Germaine’s appearance was ludicrously at variance with her achievements, amorous and otherwise. Broad-beamed and stout, with fat legs and a chambermaid’s gait, she lacked any semblance of beauty or intellectual ethereality. Her face looked like a photograph taken with a fisheye lens: Gallic nose, protuberant eyes, and buckteeth. She only worsened the effect with her eccentric, unbecoming dress, a confection of oriental robes and striped turbans crested with huge feathers. As she talked, she fidgeted, compulsively rolling and unrolling small strips of paper.
Yet all was forgotten—looks, dress, and nervous tics—under the spell of her conversation. She suddenly metamorphosed, said one admirer, from an “unpleasing” apparition into someone “irresistibly seductive.” Her huge black eyes flashed with intelligence, and her musical voice wove a siren song as she spun from subject to subject with the speed of a “shuttlecock.” “Beautiful? Ugly?” said one after hearing her. “I do not know.” Another sighed. “If I were a queen, I would order Mme. de Staël to talk to me always.”
Germaine learned to combine brains and seductiveness at her mother’s breast. The only child of an ambitious French
salonnière,
Germaine was taught to please through intellectual achievement. She was force-fed learning like a Strasbourg goose, denied dolls, friends, and frivolity, and compelled to perform for the admiration of guests. At five, already joining mind and eros, she asked an astonished marquise her opinion of love. For the young Germaine, mental brilliance procured not only public applause but also her father’s. In classic oedipal fashion, she competed with and detested her mother, courting her father, financier Jacques Necker, with displays of precocity and treaties on law and history. “Of all the men in the world,” she wrote in her adolescent diary, “it is he I would have wished for a lover.”
Lovers, alas, didn’t besiege the dumpy, bookish teenager, so at last the Neckers rustled up an impoverished aristocrat, Baron de Staël, the Swedish ambassador, to marry her. But Germaine, like so many sirens, turned a lackluster first marriage into a springboard for seduction. With her father’s fortune at her disposal, she opened a glittering salon that she used to attract the gratin and showcase her charms.
“No one could escape [her] fascination” when she wheeled into action. “The most brilliant talker of her time,” she deployed conversation like a four-front offensive. She homed in on her listeners’ interests and spoke, accompanied by balletic arm movements, on a dazzling array of topics, from gossip to constitutional law. She flattered, teased, declaimed, harangued, and bandied aperçus, fizzing with vitality and bringing out the “best in everyone.”

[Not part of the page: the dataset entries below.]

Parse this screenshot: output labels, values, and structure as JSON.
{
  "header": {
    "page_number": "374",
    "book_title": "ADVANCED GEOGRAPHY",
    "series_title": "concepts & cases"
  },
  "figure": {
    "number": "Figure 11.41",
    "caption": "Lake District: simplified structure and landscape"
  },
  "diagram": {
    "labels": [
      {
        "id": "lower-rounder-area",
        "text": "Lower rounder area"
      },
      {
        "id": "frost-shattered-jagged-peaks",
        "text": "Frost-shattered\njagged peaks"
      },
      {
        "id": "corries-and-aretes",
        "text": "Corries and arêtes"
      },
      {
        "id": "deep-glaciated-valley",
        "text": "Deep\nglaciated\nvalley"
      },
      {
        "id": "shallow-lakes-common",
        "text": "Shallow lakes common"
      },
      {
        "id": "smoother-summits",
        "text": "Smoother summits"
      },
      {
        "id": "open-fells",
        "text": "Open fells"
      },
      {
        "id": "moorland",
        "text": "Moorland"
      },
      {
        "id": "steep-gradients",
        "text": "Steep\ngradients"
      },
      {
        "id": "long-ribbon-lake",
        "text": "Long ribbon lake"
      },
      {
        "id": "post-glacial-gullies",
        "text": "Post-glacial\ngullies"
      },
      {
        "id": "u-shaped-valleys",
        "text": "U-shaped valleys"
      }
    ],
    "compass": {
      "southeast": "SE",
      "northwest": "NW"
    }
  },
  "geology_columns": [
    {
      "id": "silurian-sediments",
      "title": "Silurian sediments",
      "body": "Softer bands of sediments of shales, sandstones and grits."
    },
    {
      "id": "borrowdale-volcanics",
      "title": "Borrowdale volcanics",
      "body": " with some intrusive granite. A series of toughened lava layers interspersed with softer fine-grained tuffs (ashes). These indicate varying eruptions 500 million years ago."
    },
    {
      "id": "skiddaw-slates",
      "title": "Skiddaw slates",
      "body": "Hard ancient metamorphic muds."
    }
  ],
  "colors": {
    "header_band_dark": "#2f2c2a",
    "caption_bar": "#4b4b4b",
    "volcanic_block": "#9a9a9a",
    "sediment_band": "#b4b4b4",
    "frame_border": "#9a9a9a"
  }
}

Within two years she’d snaffled the prize diplomats of Paris: Talleyrand, Mathieu de Montmorency, and, above all, Viscount Louis de Narbonne. Her five-year affair with Narbonne, during which they had two sons, was a classic Staëlian grand amour. A disciple of the roiling boil school of love maintenance, she subjected this handsome lady-killer to a perpetual
crise
of death threats, panegyrics, recriminations, and fourth-act scenes. When he fled to England after the French Revolution, she bombarded him with tragic letters, while simultaneously cultivating two other suitors who’d “fallen madly in love with her.” The upshot was a concurrent liaison with all three.
Throughout these operatic affairs Germaine’s intellectual labors proceeded uninterrupted. During the Terror she moved to Coppet on the shores of Lake Geneva, where she held forth to a “Circean menagerie” of distinguished men. She customarily received in her bedroom and discussed metaphysics or politics deshabille, once interviewing a male pundit with her bare leg suspended in the air for a pedicure. Always with a green morocco folding desk under her arm, she wrote on the fly and on the sly, even at breakfast, and generated an impressive output: a novel, books of philosophy, and literary criticism.